Human actions are causing climate change, pollution, and the loss of biodiversity, making our planet less safe. To address these problems, solutions must be developed from current and future research, involving different scientific fields and respecting diverse knowledge systems. It is essential to engage with society, as the relationship between science and society drives progress. Studying coasts as complex systems requires input from the natural sciences, social sciences, and humanities.
Technical Summary
In the coastal zone, the triple planetary crisis manifests as accelerating losses and changes and increasing challenges and risks for people and livelihoods. Acceptance of a future existential crisis compels the urgency of corrective action to cause an inverse positive societal response to bend the negative trajectories of loss and damage. The rate and extent of corrective societal action (policies, laws, practices, knowledge, etc.) should at least keep pace with the projected rate of loss and environmental degradation. This urgency and acceleration of action are major societal challenges, especially considering the overwhelming evidence of impacts. In this paper, we offer three propositions for accelerating urgent actions and fostering innovation in coastal research and management, focusing on emerging trends and foundational changes.
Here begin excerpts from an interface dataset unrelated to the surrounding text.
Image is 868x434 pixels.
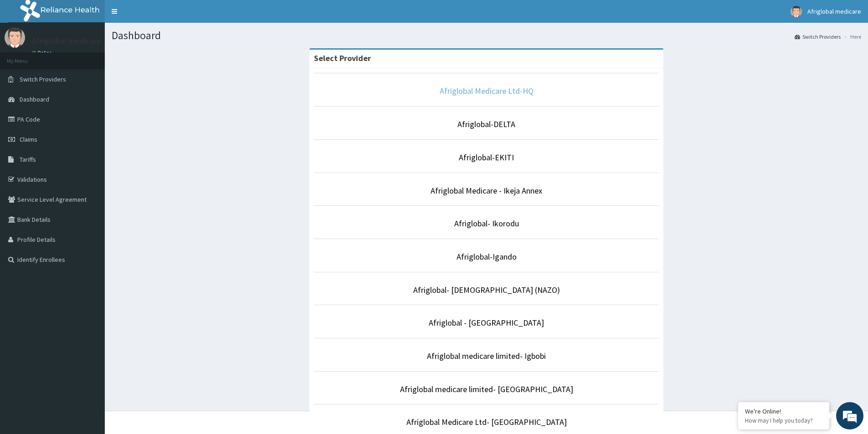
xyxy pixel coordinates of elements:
a: Afriglobal- [DEMOGRAPHIC_DATA] (NAZO) [413,285,560,295]
a: Afriglobal Medicare Ltd-HQ [440,86,533,96]
span: Dashboard [20,95,49,103]
div: We're Online! [745,407,823,416]
h1: Dashboard [111,30,861,41]
strong: Select Provider [314,53,371,63]
span: Switch Providers [20,75,66,84]
li: Here [842,33,861,41]
a: Afriglobal- Ikorodu [454,218,519,229]
p: How may I help you today? [745,417,823,425]
a: Online [32,49,54,56]
p: Afriglobal medicare [32,37,101,45]
img: User Image [5,28,25,48]
a: Afriglobal-Igando [456,252,516,262]
a: Afriglobal medicare limited- Igbobi [427,351,546,362]
span: Tariffs [20,155,36,163]
a: Afriglobal Medicare Ltd- [GEOGRAPHIC_DATA] [406,417,567,427]
span: Afriglobal medicare [807,7,861,16]
a: Afriglobal-DELTA [458,119,515,129]
a: Switch Providers [794,33,840,41]
a: Afriglobal-EKITI [459,152,514,163]
a: Afriglobal Medicare - Ikeja Annex [431,186,542,196]
a: Afriglobal - [GEOGRAPHIC_DATA] [429,317,544,328]
a: Afriglobal medicare limited- [GEOGRAPHIC_DATA] [400,384,573,394]
span: Claims [20,135,38,144]
img: User Image [790,6,802,17]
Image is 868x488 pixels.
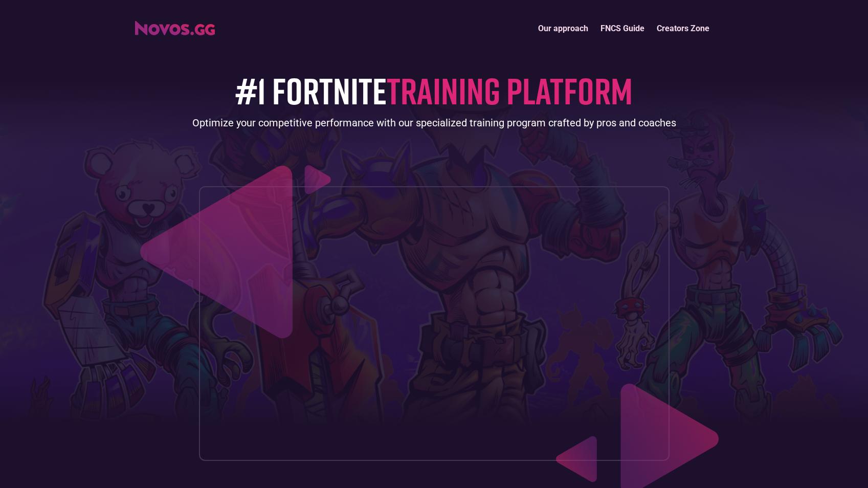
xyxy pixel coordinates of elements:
a: home [135,18,215,35]
a: FNCS Guide [595,18,651,39]
a: Our approach [532,18,595,39]
span: TRAINING PLATFORM [387,68,633,113]
a: Creators Zone [651,18,715,39]
iframe: Increase your placement in 14 days (Novos.gg) [208,195,661,452]
h1: #1 FORTNITE [235,70,633,111]
div: Optimize your competitive performance with our specialized training program crafted by pros and c... [192,116,676,130]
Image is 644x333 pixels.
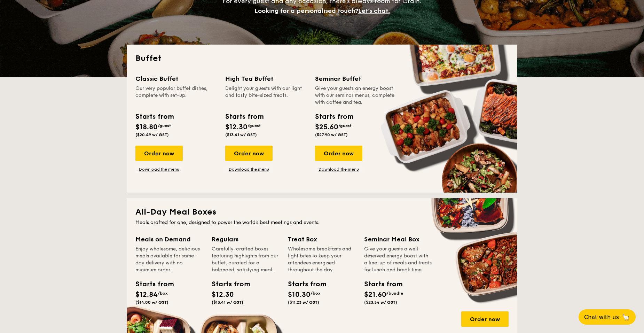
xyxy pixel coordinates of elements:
span: $12.30 [225,123,247,132]
div: Order now [461,311,508,327]
span: /guest [247,123,260,128]
div: Wholesome breakfasts and light bites to keep your attendees energised throughout the day. [288,246,356,274]
div: Enjoy wholesome, delicious meals available for same-day delivery with no minimum order. [135,246,203,274]
span: ($27.90 w/ GST) [315,133,347,137]
span: $12.30 [212,291,234,299]
div: Classic Buffet [135,74,217,84]
span: $10.30 [288,291,310,299]
h2: All-Day Meal Boxes [135,206,508,218]
span: $12.84 [135,291,157,299]
div: Regulars [212,235,279,244]
span: ($23.54 w/ GST) [364,300,397,305]
span: /bundle [386,291,403,296]
div: Give your guests a well-deserved energy boost with a line-up of meals and treats for lunch and br... [364,246,432,274]
h2: Buffet [135,53,508,64]
div: Delight your guests with our light and tasty bite-sized treats. [225,85,306,106]
div: Order now [135,145,183,161]
div: High Tea Buffet [225,74,306,84]
span: $18.80 [135,123,157,132]
a: Download the menu [225,167,273,172]
span: ($14.00 w/ GST) [135,300,168,305]
span: /guest [157,123,171,128]
button: Chat with us🦙 [579,310,636,325]
div: Starts from [364,279,395,290]
div: Seminar Meal Box [364,235,432,244]
span: Let's chat. [358,7,390,14]
div: Give your guests an energy boost with our seminar menus, complete with coffee and tea. [315,85,396,106]
a: Download the menu [315,167,362,172]
div: Order now [315,145,362,161]
div: Carefully-crafted boxes featuring highlights from our buffet, curated for a balanced, satisfying ... [212,246,279,274]
span: ($13.41 w/ GST) [212,300,243,305]
div: Starts from [315,112,353,122]
div: Meals crafted for one, designed to power the world's best meetings and events. [135,219,508,226]
div: Order now [225,145,273,161]
span: ($13.41 w/ GST) [225,133,257,137]
span: /guest [338,123,351,128]
div: Meals on Demand [135,235,203,244]
span: /box [157,291,168,296]
div: Starts from [135,112,173,122]
span: Chat with us [584,314,619,321]
div: Starts from [288,279,319,290]
div: Starts from [212,279,243,290]
span: /box [310,291,320,296]
div: Our very popular buffet dishes, complete with set-up. [135,85,217,106]
div: Starts from [135,279,167,290]
span: Looking for a personalised touch? [254,7,358,14]
a: Download the menu [135,167,183,172]
span: $25.60 [315,123,338,132]
span: $21.60 [364,291,386,299]
div: Starts from [225,112,263,122]
span: ($11.23 w/ GST) [288,300,319,305]
span: ($20.49 w/ GST) [135,133,169,137]
div: Seminar Buffet [315,74,396,84]
span: 🦙 [622,314,630,321]
div: Treat Box [288,235,356,244]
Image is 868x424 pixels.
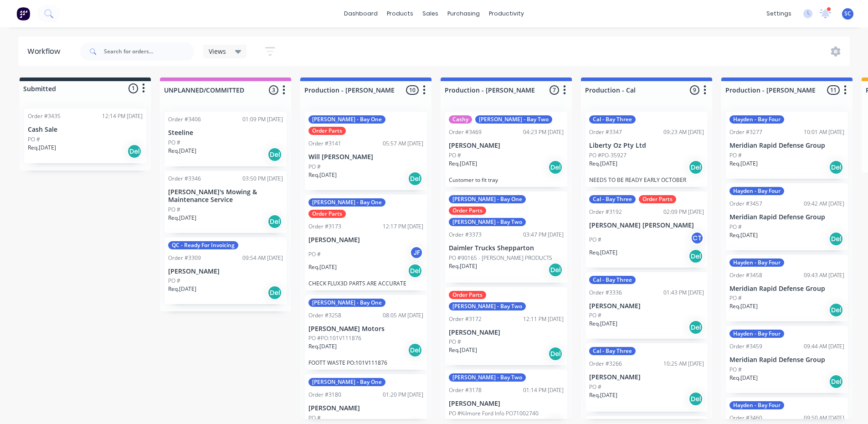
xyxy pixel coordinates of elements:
div: 03:47 PM [DATE] [523,231,564,239]
div: 09:43 AM [DATE] [804,271,844,280]
div: Hayden - Bay FourOrder #345809:43 AM [DATE]Meridian Rapid Defense GroupPO #Req.[DATE]Del [726,255,848,322]
div: Order #3178 [449,386,481,394]
input: Search for orders... [104,42,194,61]
div: Hayden - Bay FourOrder #345709:42 AM [DATE]Meridian Rapid Defense GroupPO #Req.[DATE]Del [726,183,848,250]
p: PO # [729,151,742,160]
p: CHECK FLUX3D PARTS ARE ACCURATE [308,280,423,286]
p: PO #90165 - [PERSON_NAME] PRODUCTS [449,254,552,262]
div: CT [690,231,704,245]
div: Order #3457 [729,200,762,208]
div: products [382,7,418,20]
p: Req. [DATE] [589,160,617,167]
span: SC [844,10,851,18]
p: Req. [DATE] [28,144,56,152]
div: Order #3373 [449,231,481,239]
div: [PERSON_NAME] - Bay One [308,378,386,386]
div: Hayden - Bay Four [729,258,784,267]
span: Views [209,46,226,56]
div: Hayden - Bay FourOrder #327710:01 AM [DATE]Meridian Rapid Defense GroupPO #Req.[DATE]Del [726,112,848,179]
p: Customer to fit tray [449,176,564,183]
div: 09:50 AM [DATE] [804,414,844,422]
p: Cash Sale [28,126,143,134]
div: 09:44 AM [DATE] [804,342,844,351]
div: Order #3309 [168,254,201,262]
p: [PERSON_NAME] Motors [308,325,423,333]
p: PO # [589,311,601,320]
div: Del [408,171,422,186]
div: Del [688,320,703,334]
div: Del [548,263,563,277]
div: Cal - Bay ThreeOrder PartsOrder #319202:09 PM [DATE][PERSON_NAME] [PERSON_NAME]PO #CTReq.[DATE]Del [586,192,707,267]
div: Hayden - Bay FourOrder #345909:44 AM [DATE]Meridian Rapid Defense GroupPO #Req.[DATE]Del [726,326,848,393]
div: Cashy [449,116,472,123]
p: PO # [449,151,461,160]
div: settings [762,7,796,20]
div: Order Parts [449,206,486,215]
div: Hayden - Bay Four [729,401,784,409]
div: Order #334603:50 PM [DATE][PERSON_NAME]'s Mowing & Maintenance ServicePO #Req.[DATE]Del [165,171,286,233]
p: Meridian Rapid Defense Group [729,142,844,149]
div: [PERSON_NAME] - Bay Two [449,302,526,310]
div: Cal - Bay ThreeOrder #326610:25 AM [DATE][PERSON_NAME]PO #Req.[DATE]Del [586,343,707,412]
div: Del [408,263,422,278]
div: 08:05 AM [DATE] [383,311,423,320]
p: Req. [DATE] [589,249,617,257]
div: Order #3173 [308,222,341,231]
div: Order #3459 [729,342,762,351]
div: 12:14 PM [DATE] [102,112,143,120]
div: 12:17 PM [DATE] [383,222,423,231]
p: Req. [DATE] [589,391,617,399]
div: [PERSON_NAME] - Bay OneOrder PartsOrder #317312:17 PM [DATE][PERSON_NAME]PO #JFReq.[DATE]DelCHECK... [305,195,427,290]
p: PO # [449,338,461,346]
p: Req. [DATE] [308,263,336,271]
div: 01:20 PM [DATE] [383,391,423,399]
div: Del [829,160,843,175]
p: [PERSON_NAME] [308,404,423,412]
div: 09:23 AM [DATE] [663,128,704,136]
p: [PERSON_NAME] [589,373,704,381]
div: productivity [484,7,529,20]
p: Req. [DATE] [449,346,477,354]
div: 09:42 AM [DATE] [804,200,844,208]
div: Cal - Bay ThreeOrder #333601:43 PM [DATE][PERSON_NAME]PO #Req.[DATE]Del [586,272,707,339]
div: [PERSON_NAME] - Bay Two [449,218,526,226]
p: [PERSON_NAME]'s Mowing & Maintenance Service [168,188,283,204]
div: Workflow [28,46,65,57]
p: PO # [308,250,321,258]
div: Order #3192 [589,208,622,216]
div: Del [267,285,282,300]
div: Cal - Bay Three [589,195,636,204]
p: PO # [729,365,742,374]
div: Cal - Bay Three [589,276,636,284]
div: Hayden - Bay Four [729,329,784,338]
p: Req. [DATE] [589,320,617,328]
div: JF [410,246,423,259]
div: Order #3172 [449,315,481,323]
div: Del [829,232,843,246]
div: Del [267,147,282,162]
div: Del [688,249,703,263]
p: [PERSON_NAME] [PERSON_NAME] [589,222,704,229]
p: Meridian Rapid Defense Group [729,285,844,293]
p: NEEDS TO BE READY EARLY OCTOBER [589,176,704,183]
div: Order #3458 [729,271,762,280]
div: Del [688,160,703,175]
div: Del [127,144,141,158]
p: Will [PERSON_NAME] [308,153,423,161]
div: Order #3266 [589,360,622,368]
p: Req. [DATE] [449,262,477,270]
div: 01:43 PM [DATE] [663,289,704,297]
div: Del [408,343,422,357]
p: [PERSON_NAME] [449,400,564,408]
div: 05:57 AM [DATE] [383,139,423,148]
div: Order #3346 [168,175,201,183]
div: [PERSON_NAME] - Bay Two [475,116,552,123]
div: QC - Ready For InvoicingOrder #330909:54 AM [DATE][PERSON_NAME]PO #Req.[DATE]Del [165,237,286,304]
p: PO # [168,277,180,285]
p: [PERSON_NAME] [449,329,564,337]
div: 02:09 PM [DATE] [663,208,704,216]
div: [PERSON_NAME] - Bay OneOrder PartsOrder #314105:57 AM [DATE]Will [PERSON_NAME]PO #Req.[DATE]Del [305,112,427,190]
div: Order #3406 [168,116,201,123]
p: PO #PO:101V111876 [308,334,361,342]
p: Req. [DATE] [168,147,196,155]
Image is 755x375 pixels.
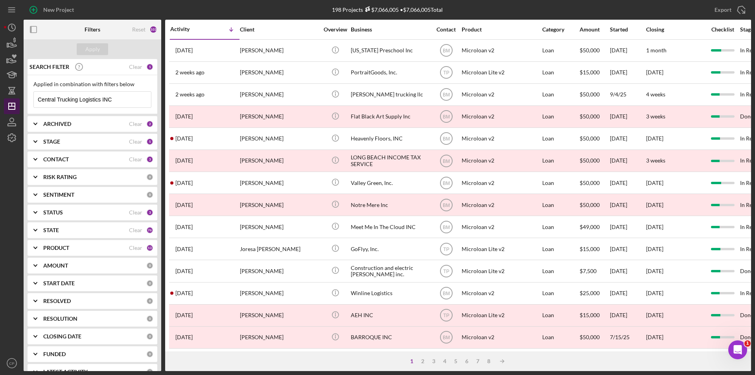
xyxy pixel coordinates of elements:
div: Loan [543,305,579,326]
div: Loan [543,84,579,105]
time: 4 weeks [646,91,666,98]
div: $50,000 [580,150,609,171]
div: Microloan Lite v2 [462,62,541,83]
div: 8 [484,358,495,364]
div: Clear [129,209,142,216]
div: Microloan v2 [462,283,541,304]
div: Reset [132,26,146,33]
button: CP [4,355,20,371]
text: BM [443,291,450,296]
div: Loan [543,260,579,281]
div: Microloan v2 [462,106,541,127]
div: [PERSON_NAME] [240,283,319,304]
div: Loan [543,283,579,304]
div: LONG BEACH INCOME TAX SERVICE [351,150,430,171]
div: [DATE] [610,238,646,259]
div: Overview [321,26,350,33]
span: $50,000 [580,135,600,142]
div: Activity [170,26,205,32]
div: Winline Logistics [351,283,430,304]
span: $25,000 [580,290,600,296]
div: Loan [543,40,579,61]
div: 7 [473,358,484,364]
div: $7,500 [580,260,609,281]
div: Clear [129,138,142,145]
div: 7/15/25 [610,327,646,348]
text: BM [443,202,450,208]
div: Microloan v2 [462,40,541,61]
b: LATEST ACTIVITY [43,369,88,375]
div: [PERSON_NAME] [240,216,319,237]
div: BARROQUE INC [351,327,430,348]
div: 0 [146,297,153,305]
b: SENTIMENT [43,192,74,198]
b: CLOSING DATE [43,333,81,340]
time: 2025-08-14 02:00 [175,180,193,186]
div: 0 [146,351,153,358]
time: 1 month [646,47,667,54]
div: Joresa [PERSON_NAME] [240,238,319,259]
div: Loan [543,194,579,215]
span: $15,000 [580,69,600,76]
div: 9/4/25 [610,84,646,105]
div: 1 [406,358,417,364]
text: CP [9,361,14,366]
div: $50,000 [580,106,609,127]
div: 76 [146,227,153,234]
time: [DATE] [646,268,664,274]
text: BM [443,92,450,98]
div: 4 [439,358,450,364]
time: [DATE] [646,201,664,208]
div: [PERSON_NAME] [240,40,319,61]
div: 0 [146,280,153,287]
div: Microloan v2 [462,327,541,348]
b: CONTACT [43,156,69,162]
b: AMOUNT [43,262,68,269]
div: Amount [580,26,609,33]
div: Microloan Lite v2 [462,349,541,370]
b: RISK RATING [43,174,77,180]
div: $50,000 [580,327,609,348]
div: 1 [146,63,153,70]
div: [US_STATE] Preschool Inc [351,40,430,61]
div: [PERSON_NAME] [240,194,319,215]
div: Loan [543,216,579,237]
div: 0 [146,174,153,181]
time: 2025-09-09 22:03 [175,69,205,76]
time: 2025-07-29 02:20 [175,268,193,274]
div: Apply [85,43,100,55]
div: Microloan v2 [462,84,541,105]
span: $15,000 [580,246,600,252]
div: Clear [129,121,142,127]
time: 2025-08-26 20:40 [175,157,193,164]
time: 2025-08-06 20:49 [175,224,193,230]
time: 2025-09-05 20:47 [175,91,205,98]
div: [DATE] [610,40,646,61]
b: RESOLVED [43,298,71,304]
div: 3 [146,156,153,163]
b: ARCHIVED [43,121,71,127]
div: [PERSON_NAME] [240,62,319,83]
span: $50,000 [580,91,600,98]
div: [PERSON_NAME] [240,128,319,149]
time: 3 weeks [646,157,666,164]
div: Meet Me In The Cloud INC [351,216,430,237]
div: Microloan v2 [462,150,541,171]
b: STATUS [43,209,63,216]
div: Loan [543,106,579,127]
div: Loan [543,238,579,259]
time: [DATE] [646,135,664,142]
text: BM [443,114,450,120]
time: [DATE] [646,69,664,76]
div: Central Trucking Logistics INC [351,349,430,370]
div: Product [462,26,541,33]
div: Loan [543,172,579,193]
time: [DATE] [646,179,664,186]
b: STAGE [43,138,60,145]
button: Apply [77,43,108,55]
div: Checklist [706,26,740,33]
time: 2025-08-12 20:34 [175,202,193,208]
div: Contact [432,26,461,33]
time: [DATE] [646,334,664,340]
time: [DATE] [646,312,664,318]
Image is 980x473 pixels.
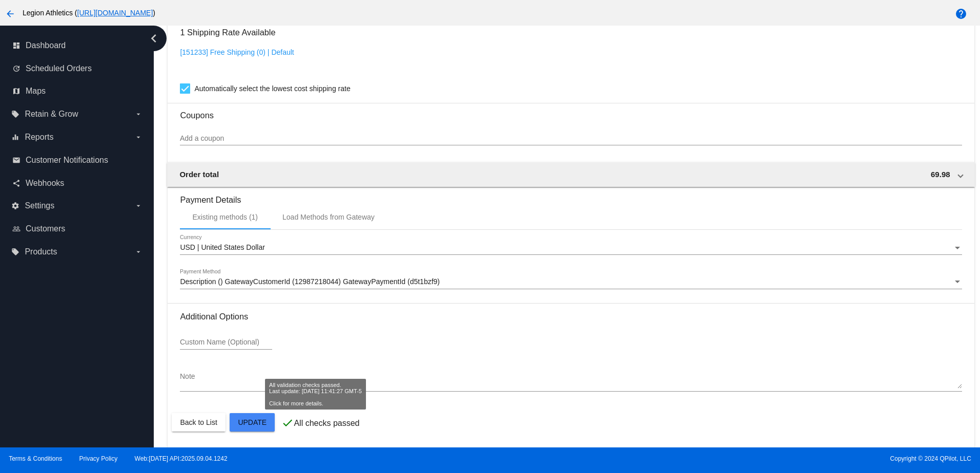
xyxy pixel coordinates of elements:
[180,244,961,252] mat-select: Currency
[192,213,258,222] div: Existing methods (1)
[11,110,20,119] i: local_offer
[499,455,971,463] span: Copyright © 2024 QPilot, LLC
[194,83,350,94] span: Automatically select the lowest cost shipping rate
[80,455,118,463] a: Privacy Policy
[26,224,65,233] span: Customers
[12,152,142,169] a: email Customer Notifications
[12,41,20,50] i: dashboard
[135,455,227,463] a: Web:[DATE] API:2025.09.04.1242
[180,244,265,251] span: USD | United States Dollar
[180,135,961,143] input: Add a coupon
[281,417,294,429] mat-icon: check
[294,419,359,429] p: All checks passed
[12,180,20,187] i: share
[134,110,142,119] i: arrow_drop_down
[11,248,20,256] i: local_offer
[134,202,142,210] i: arrow_drop_down
[145,30,162,47] i: chevron_left
[180,22,275,44] h3: 1 Shipping Rate Available
[9,455,62,463] a: Terms & Conditions
[26,87,45,96] span: Maps
[180,103,961,120] h3: Coupons
[26,64,91,73] span: Scheduled Orders
[180,278,961,286] mat-select: Payment Method
[167,162,975,187] mat-expansion-panel-header: Order total 69.98
[180,170,219,179] span: Order total
[12,37,142,54] a: dashboard Dashboard
[134,248,142,256] i: arrow_drop_down
[25,247,57,257] span: Products
[230,414,275,432] button: Update
[77,9,153,17] a: [URL][DOMAIN_NAME]
[12,156,20,165] i: email
[12,87,20,95] i: map
[180,187,961,205] h3: Payment Details
[26,156,108,165] span: Customer Notifications
[955,8,967,20] mat-icon: help
[12,221,142,237] a: people_outline Customers
[180,278,440,286] span: Description () GatewayCustomerId (12987218044) GatewayPaymentId (d5t1bzf9)
[180,48,294,56] a: [151233] Free Shipping (0) | Default
[172,414,225,432] button: Back to List
[283,213,375,222] div: Load Methods from Gateway
[180,339,273,347] input: Custom Name (Optional)
[180,418,217,427] span: Back to List
[12,65,20,73] i: update
[11,202,20,210] i: settings
[25,133,53,142] span: Reports
[4,8,16,20] mat-icon: arrow_back
[180,312,961,322] h3: Additional Options
[12,60,142,76] a: update Scheduled Orders
[12,83,142,99] a: map Maps
[26,179,64,188] span: Webhooks
[25,109,78,119] span: Retain & Grow
[11,133,20,141] i: equalizer
[238,418,266,427] span: Update
[12,175,142,191] a: share Webhooks
[12,225,20,233] i: people_outline
[23,9,155,17] span: Legion Athletics ( )
[931,170,950,179] span: 69.98
[26,41,66,50] span: Dashboard
[134,133,142,141] i: arrow_drop_down
[25,201,55,211] span: Settings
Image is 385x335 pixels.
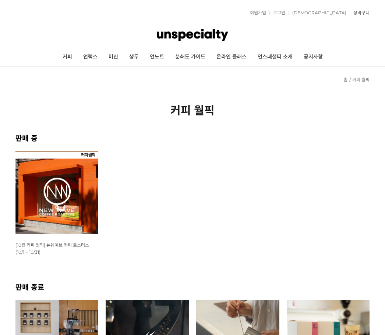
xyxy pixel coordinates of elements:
[78,48,103,66] a: 언럭스
[269,11,285,15] a: 로그인
[15,151,99,234] img: [10월 커피 월픽] 뉴웨이브 커피 로스터스 (10/1 ~ 10/31)
[298,48,328,66] a: 공지사항
[124,48,144,66] a: 생두
[343,77,347,82] a: 홈
[15,242,89,255] a: [10월 커피 월픽] 뉴웨이브 커피 로스터스 (10/1 ~ 10/31)
[352,77,369,82] a: 커피 월픽
[170,48,211,66] a: 분쇄도 가이드
[157,24,228,46] img: 언스페셜티 몰
[57,48,78,66] a: 커피
[15,132,369,143] h2: 판매 중
[246,11,266,15] a: 회원가입
[288,11,346,15] a: [DEMOGRAPHIC_DATA]
[211,48,252,66] a: 온라인 클래스
[252,48,298,66] a: 언스페셜티 소개
[144,48,170,66] a: 언노트
[15,281,369,292] h2: 판매 종료
[15,101,369,118] h2: 커피 월픽
[103,48,124,66] a: 머신
[349,11,369,15] a: 장바구니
Scientists need to (1) reflect on the performativity of their research and perceptions of neutrality in anticipating the future of coasts; (2) think and act equitably in local and global partnerships; and (3) improve their engagement and willingness to innovate with society. This is not a call for linear or incremental change, but a call for the radical. The relationship between society and science drives progress and shapes our collective future.
Social media summary
Human actions drive climate change, pollution, and biodiversity loss, threatening our planet. To address these crises, we need solutions that blend current and future research, span multiple scientific fields, and respect diverse knowledge systems. Engaging with society is key. The bond between human society and science shapes our future. Coastal studies must integrate natural sciences, social sciences, and humanities.